4. They LIE about what Dr Ryan said. In the introduction of the health feedback article, the author writes [our emphasis]:

yan said that, according to the WHO’s best estimates, the virus that causes COVID-19 could have infected up to 10% of the global population.

Adding later:

The claim incorrectly estimates the IFR for COVID-19, because it includes recent data and assumes that 10% of the population was infected by the virus, which was the upper bound of an estimate from the WHO of the global frequency of COVID-19 infections.

And then a third time:

The claim that COVID-19 is no more dangerous than the flu is based on a misinterpretation of the WHO’s estimate that a maximum of 10%

These are all LIES.

Ryan never, ever, said it was an “upper bound”. And the author of the “fact-check” knows this, because they very carefully never quote his actual words.
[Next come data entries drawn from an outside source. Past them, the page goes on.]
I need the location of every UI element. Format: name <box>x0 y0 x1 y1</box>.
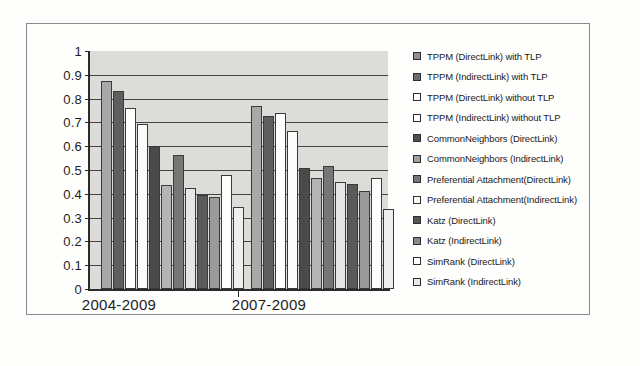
y-tick-label-2: 0.8 <box>36 93 82 106</box>
y-tick-label-1: 0.9 <box>36 69 82 82</box>
y-tick-label-4: 0.6 <box>36 140 82 153</box>
legend-swatch-icon-10 <box>413 257 421 265</box>
legend-item-2[interactable]: TPPM (DirectLink) without TLP <box>413 87 588 108</box>
legend-item-9[interactable]: Katz (IndirectLink) <box>413 231 588 252</box>
bar-0-9 <box>209 197 220 289</box>
bar-1-6 <box>323 166 334 289</box>
bar-0-2 <box>125 108 136 289</box>
legend-item-10[interactable]: SimRank (DirectLink) <box>413 251 588 272</box>
bar-group-1 <box>251 51 395 289</box>
bar-1-5 <box>311 178 322 289</box>
legend-label-11: SimRank (IndirectLink) <box>427 277 521 287</box>
legend-swatch-icon-5 <box>413 155 421 163</box>
bar-group-0 <box>101 51 245 289</box>
legend-item-3[interactable]: TPPM (IndirectLink) without TLP <box>413 108 588 129</box>
bar-0-10 <box>221 175 232 289</box>
bar-1-4 <box>299 168 310 289</box>
y-tick-label-8: 0.2 <box>36 235 82 248</box>
legend-label-3: TPPM (IndirectLink) without TLP <box>427 113 560 123</box>
legend-swatch-icon-6 <box>413 175 421 183</box>
chart-legend: TPPM (DirectLink) with TLPTPPM (Indirect… <box>413 46 588 292</box>
bar-0-6 <box>173 155 184 289</box>
legend-swatch-icon-2 <box>413 93 421 101</box>
y-tick-label-5: 0.5 <box>36 164 82 177</box>
legend-label-5: CommonNeighbors (IndirectLink) <box>427 154 563 164</box>
bar-0-1 <box>113 91 124 289</box>
legend-label-0: TPPM (DirectLink) with TLP <box>427 52 541 62</box>
bar-1-7 <box>335 182 346 289</box>
bar-1-8 <box>347 184 358 289</box>
legend-swatch-icon-0 <box>413 52 421 60</box>
legend-label-6: Preferential Attachment(DirectLink) <box>427 175 571 185</box>
legend-label-1: TPPM (IndirectLink) with TLP <box>427 72 548 82</box>
legend-item-4[interactable]: CommonNeighbors (DirectLink) <box>413 128 588 149</box>
legend-item-1[interactable]: TPPM (IndirectLink) with TLP <box>413 67 588 88</box>
y-tick-label-6: 0.4 <box>36 188 82 201</box>
legend-swatch-icon-7 <box>413 196 421 204</box>
figure-frame: 10.90.80.70.60.50.40.30.20.10 2004-2009 … <box>26 23 590 315</box>
legend-label-8: Katz (DirectLink) <box>427 216 496 226</box>
bar-0-0 <box>101 81 112 289</box>
bar-1-10 <box>371 178 382 289</box>
legend-item-6[interactable]: Preferential Attachment(DirectLink) <box>413 169 588 190</box>
bar-0-4 <box>149 146 160 289</box>
legend-label-9: Katz (IndirectLink) <box>427 236 502 246</box>
y-tick-0 <box>85 51 90 52</box>
bar-1-2 <box>275 113 286 289</box>
bar-0-11 <box>233 207 244 289</box>
bar-1-11 <box>383 209 394 289</box>
bar-1-1 <box>263 116 274 289</box>
y-tick-label-0: 1 <box>36 45 82 58</box>
legend-item-11[interactable]: SimRank (IndirectLink) <box>413 272 588 293</box>
legend-label-2: TPPM (DirectLink) without TLP <box>427 93 554 103</box>
legend-label-7: Preferential Attachment(IndirectLink) <box>427 195 577 205</box>
legend-item-8[interactable]: Katz (DirectLink) <box>413 210 588 231</box>
x-category-label-0: 2004-2009 <box>82 296 156 313</box>
legend-swatch-icon-11 <box>413 278 421 286</box>
legend-swatch-icon-3 <box>413 114 421 122</box>
legend-swatch-icon-9 <box>413 237 421 245</box>
y-tick-label-7: 0.3 <box>36 212 82 225</box>
bar-0-7 <box>185 188 196 289</box>
legend-item-7[interactable]: Preferential Attachment(IndirectLink) <box>413 190 588 211</box>
x-category-label-1: 2007-2009 <box>232 296 306 313</box>
x-axis-line <box>88 289 390 291</box>
y-tick-label-9: 0.1 <box>36 259 82 272</box>
legend-label-4: CommonNeighbors (DirectLink) <box>427 134 557 144</box>
y-tick-label-10: 0 <box>36 283 82 296</box>
bar-0-3 <box>137 124 148 289</box>
legend-swatch-icon-8 <box>413 216 421 224</box>
bar-0-5 <box>161 185 172 289</box>
bar-1-3 <box>287 131 298 289</box>
legend-swatch-icon-1 <box>413 73 421 81</box>
y-tick-label-3: 0.7 <box>36 116 82 129</box>
legend-item-5[interactable]: CommonNeighbors (IndirectLink) <box>413 149 588 170</box>
legend-item-0[interactable]: TPPM (DirectLink) with TLP <box>413 46 588 67</box>
legend-label-10: SimRank (DirectLink) <box>427 257 515 267</box>
bar-0-8 <box>197 195 208 289</box>
bar-1-9 <box>359 191 370 289</box>
bar-1-0 <box>251 106 262 289</box>
legend-swatch-icon-4 <box>413 134 421 142</box>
In fact, they go out of their way to avoid it. The only time they quote Dr Ryan directly is when they give him space to lie about what he said, which he did on October 12th [again, our emphasis]:

I believe what I said was that many studies had demonstrated that 10% or less of people had been infected

Dr Michael Ryan didn’t say “up to 10%”, he didn’t say it was a “maximum” or an “upper bound”. And he certainly didn’t say “10% or less”.

He said this:

Our current best estimates tell us that about ten percent of the global population may have been infected by this virus.

“About 10%” is their “current best estimate”.

“Current best estimate”, or “best guess”, is a point estimation. A statistical term with a solid definition. It means the most likely value of all posited values. It is not, and never has been, a “maximum” or an “upper bound”.

5. They cynically attempt to disguise this lie. Health Feedback lied, and they know they lied. More than that, they deliberately use a secondary source to try and cover-up their lie.

They don’t link to our original article, but instead link to an archived version of Zero Hedge’s reblog of the article.

Unlike our original, Zero Hedge does not quote Dr Michael Ryan directly OR link to the audio of him speaking. This means that Health Feedback chose to link to a source which does not show up their lie. That cannot be accidental.

They also label the author of the claim as “anonymous”, and never mention either myself or OffG, despite both my name and our URL being prominently displayed on Zero Hedge.

This, again, can only be done to make sure people don’t read our original article and see that Health Feedback lied.

Health Feedback deliberately and cynically lied about the claim, and then linked to second-hand sources to cover up that lie.

Is this “fact-checking”? Or is that manipulation and obfuscation?

Who is really spreading “misinformation” here?

•They LIE about what Dr Ryan said.
•They cynically attempt to disguise this lie.
•They don’t understand how averages work.
•They ignore all the most recent IFR studies.